Virginia Highway Safety Office News Releases
FOR IMMEDIATE RELEASEMonday, August 31, 2009
Media Contact: Melanie Stokes
Department of Motor Vehicles
(804) 367-6623
Parents Encouraged to Stress Pedestrian Safety to Students
Motorists Reminded of School Bus Laws
RICHMOND - Parents, teachers and other adults are urged this time of year to remind children about safety lessons for walking or riding the bus to school.
"We must ensure that school children wait in a safe place at the bus stop, and that they enter and exit the bus environment safely," said John Saunders, Director of the Virginia Department of Motor Vehicles' Virginia Highway Safety Office (VAHSO). "I urge all parents to teach and reinforce bus safety rules to their children so they become habits."

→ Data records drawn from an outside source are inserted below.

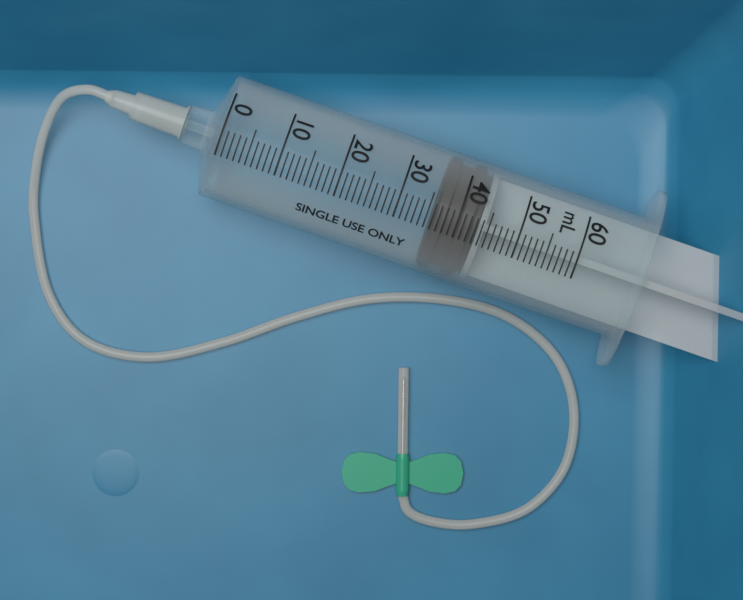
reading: 36 mL
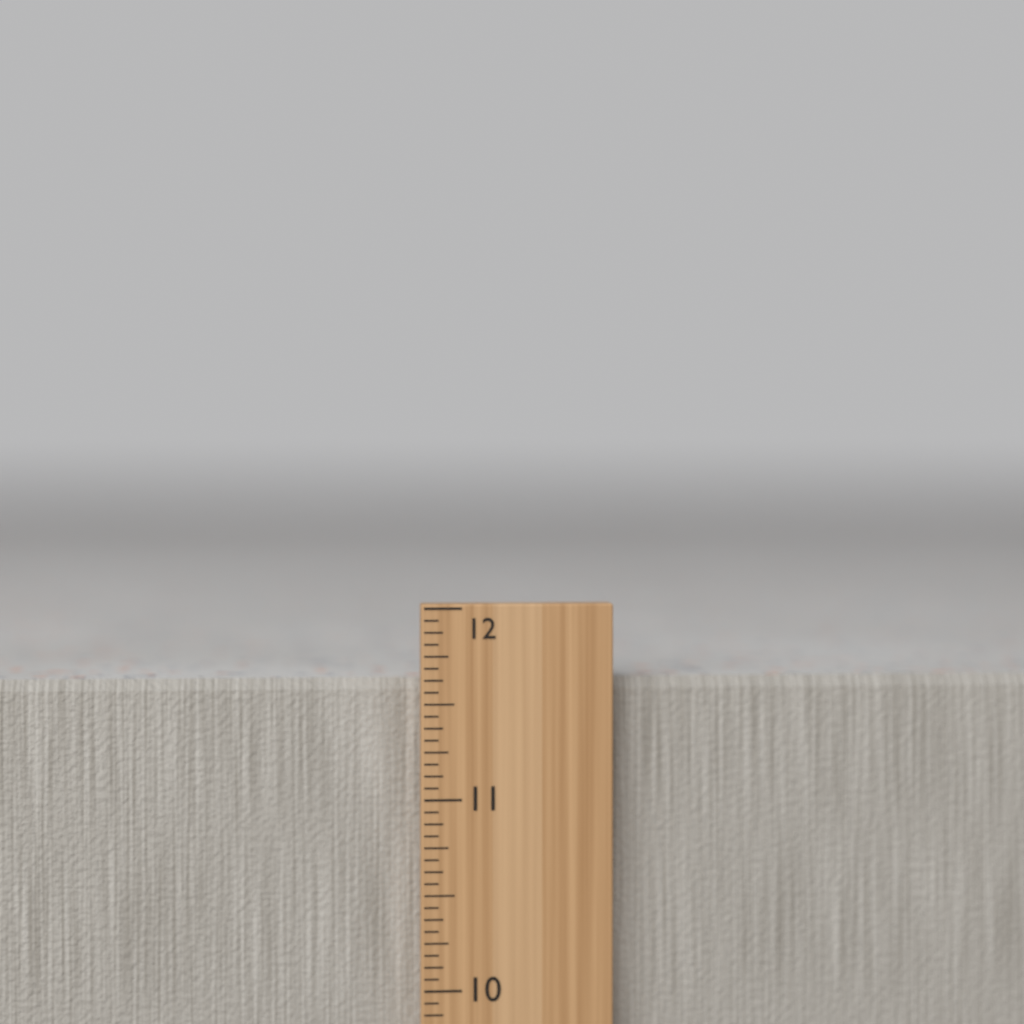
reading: 11.6250 in
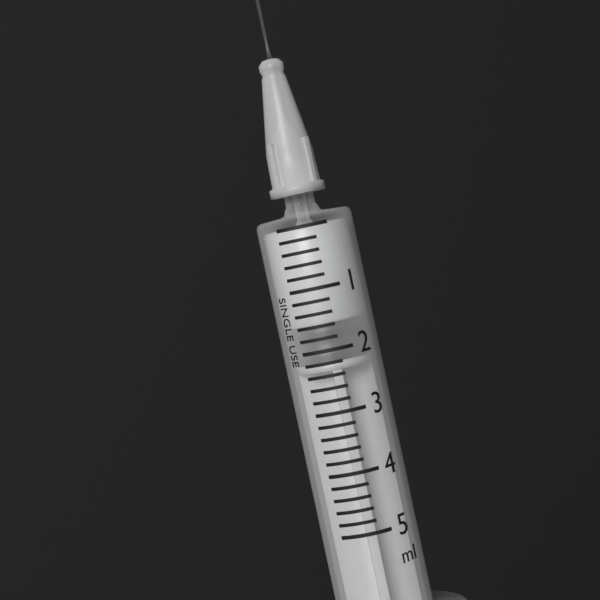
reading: 1.6 ml
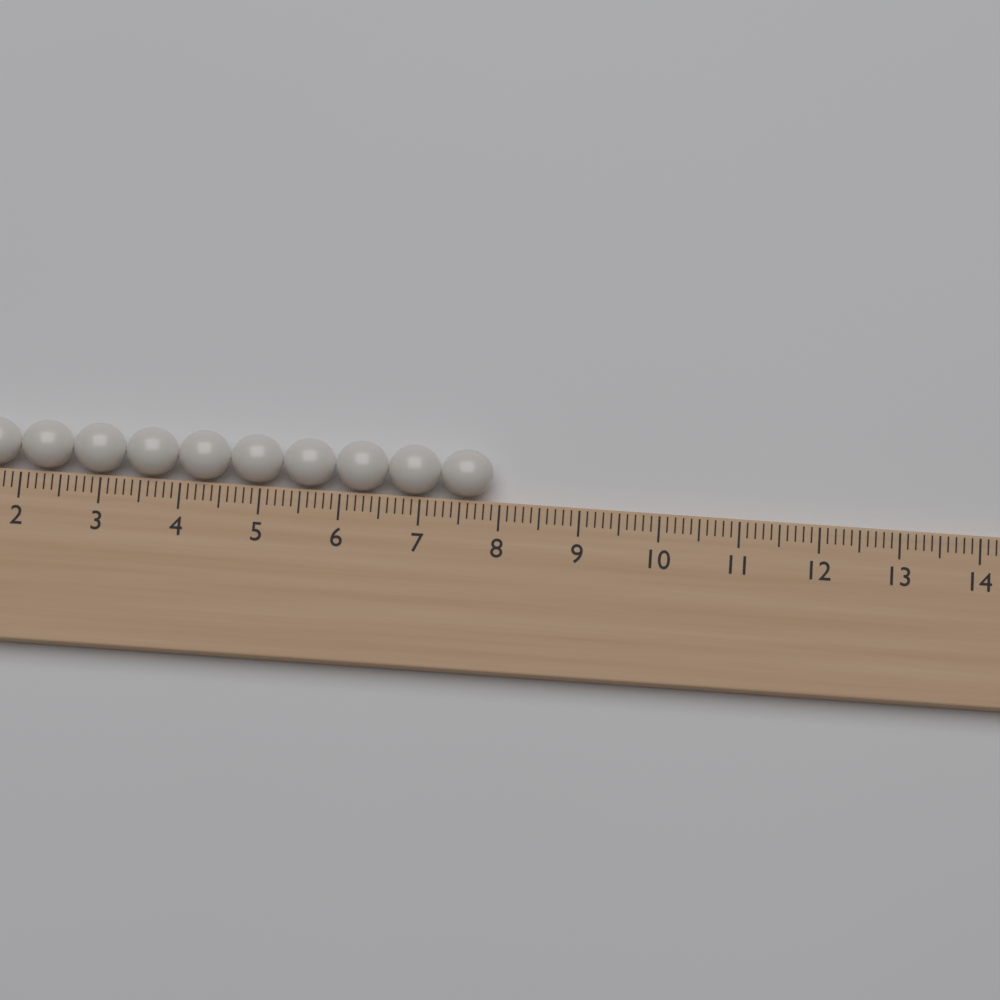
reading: 7.9 (no unit)
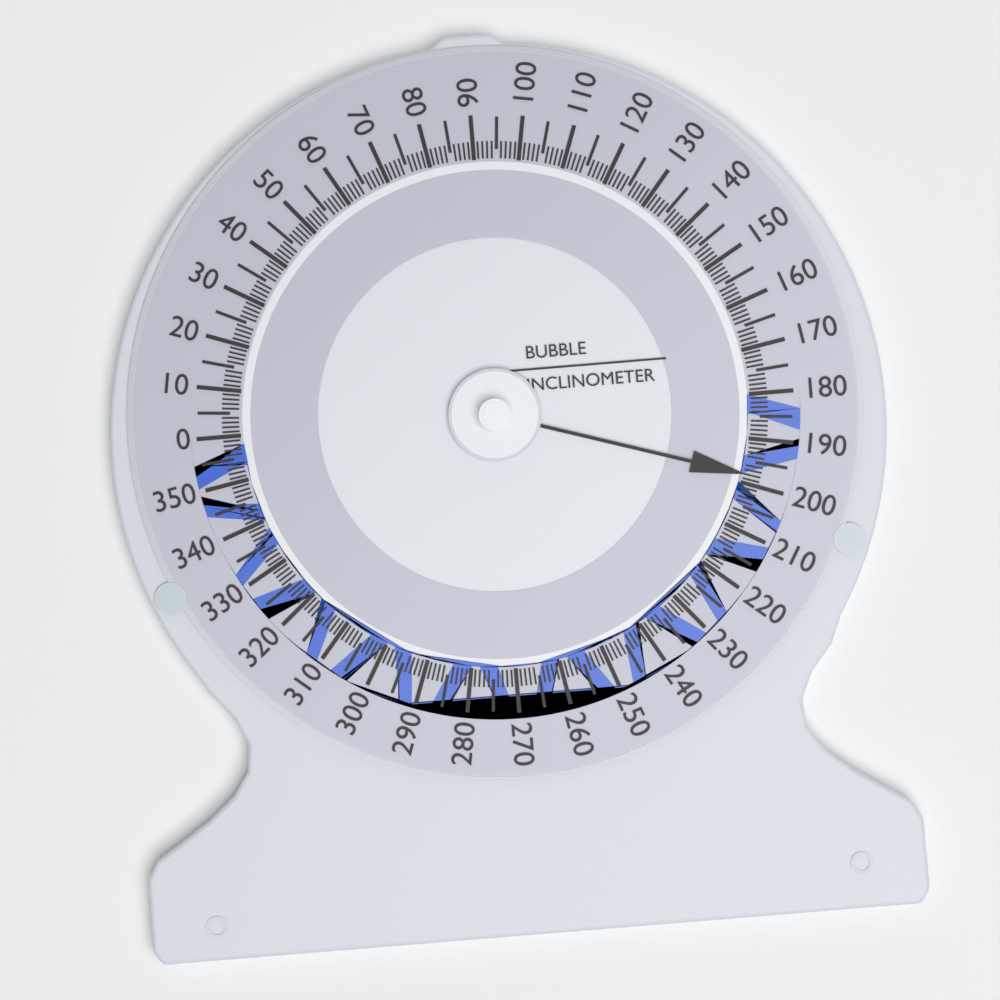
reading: 198 (no unit)
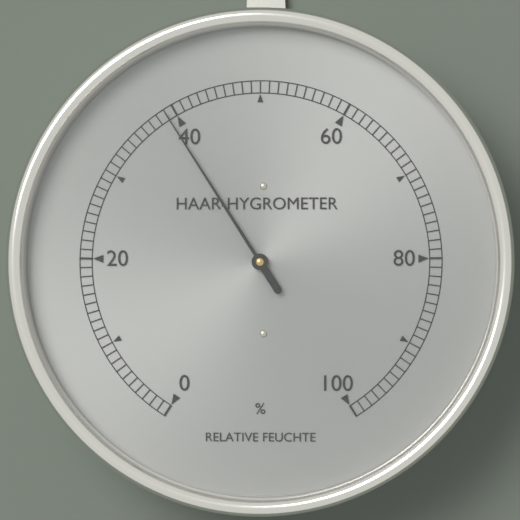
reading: 39 %
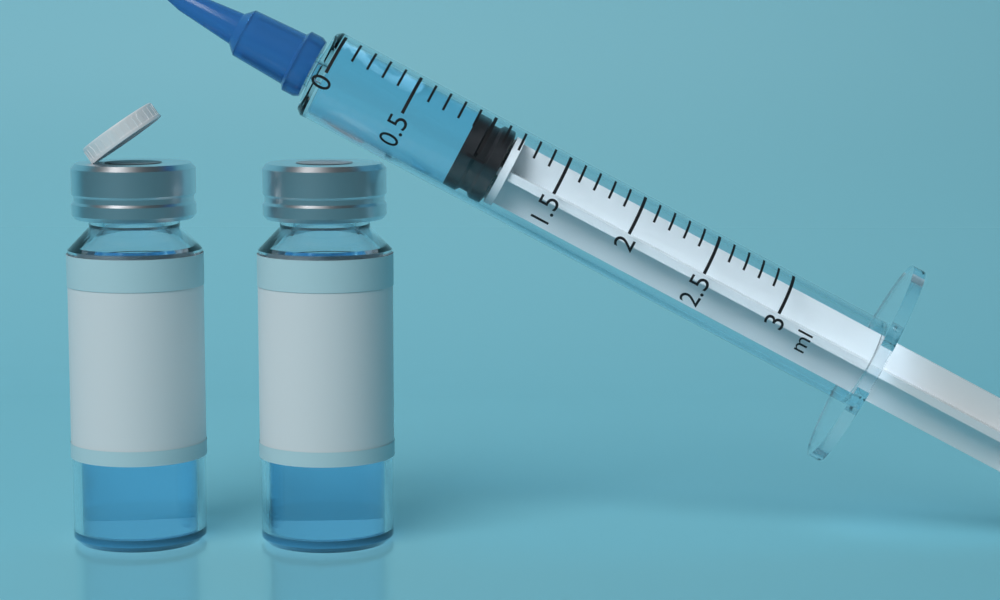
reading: 0.9 ml
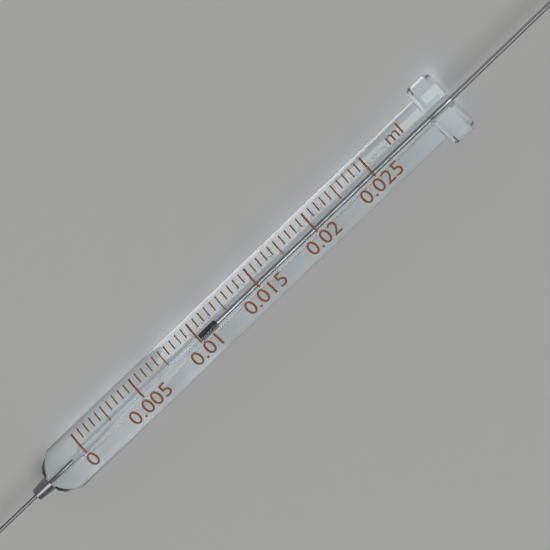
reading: 0.0100 ml
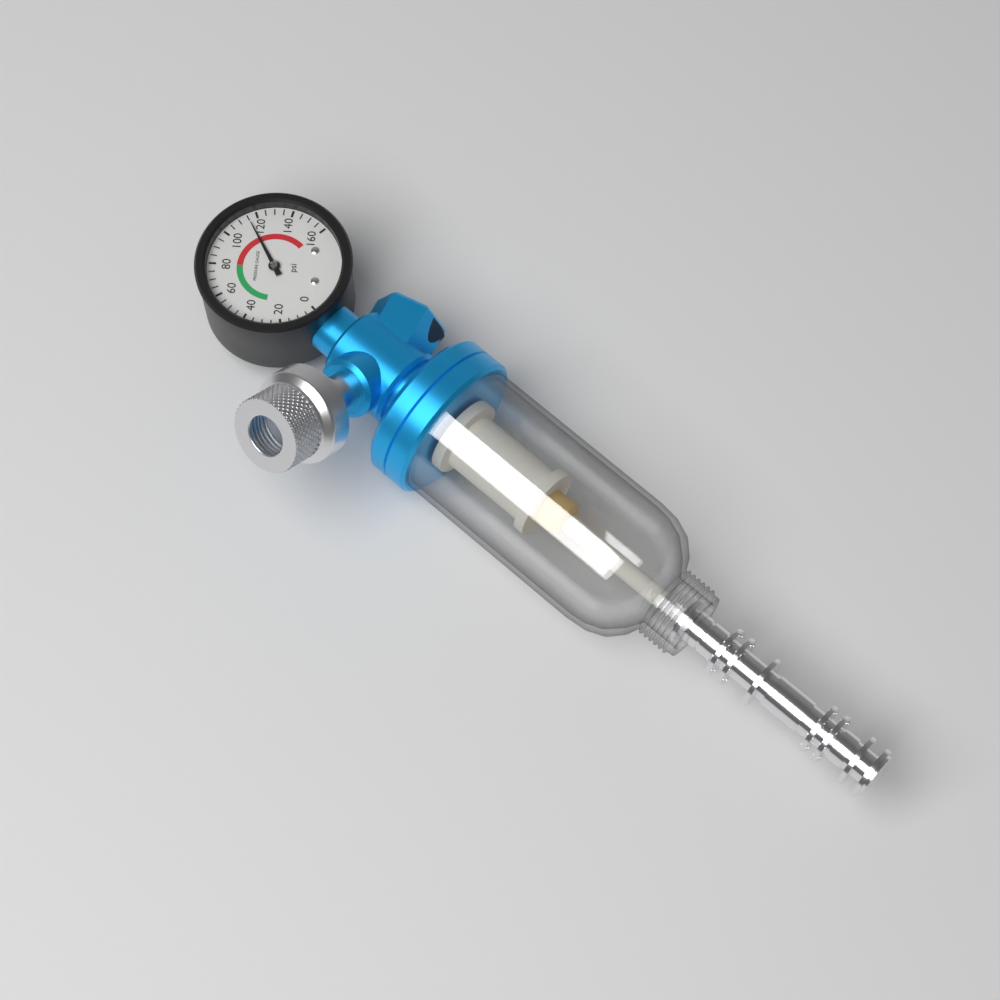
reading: 115 psi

In Virginia last year, six pedestrians died while getting on or off a school bus. Nationally since 1995, nearly two-thirds (65 percent) of the 170 school-age pedestrians who died were killed by school buses, and 30 percent by other vehicles involved in school-bus crashes, according to the National Highway Transportation Safety Administration. Nearly one-half (49 percent) of all school-age pedestrians killed were between five and seven years old.
With children everywhere waiting for, boarding and exiting school buses this time of year, Virginia's back-to-school rules of the road also must be reinforced to drivers. Passing a school bus is prohibited when it is stopped to load or unload passengers, unless a physical barrier or unpaved median separates the traffic going in either direction.
Here are some additional back-to school safety reminders for drivers:
- Pedestrians always have the right-of-way. When encountering a pedestrian, motorists need to slow down and prepare to stop.
- Yellow flashing lights on a school bus mean the bus is preparing to stop and load or unload children. Motorists need to slow down and prepare to stop.
- Red flashing lights and an extended stop arm mean the school bus is stopped and children are boarding or exiting the bus. Motorists must come to a complete stop a safe distance from the bus and wait until the bus begins moving before they start driving again.
- Drivers are required to travel 25 mph in a school zone when indicated by a sign or signal.
In 2008 in Virginia there were 749 school bus crashes, 327 school bus occupants injured and two school bus occupants, both drivers, were killed. In 59 percent of the 749 bus crashes, the bus driver was not found to be in violation of any traffic law.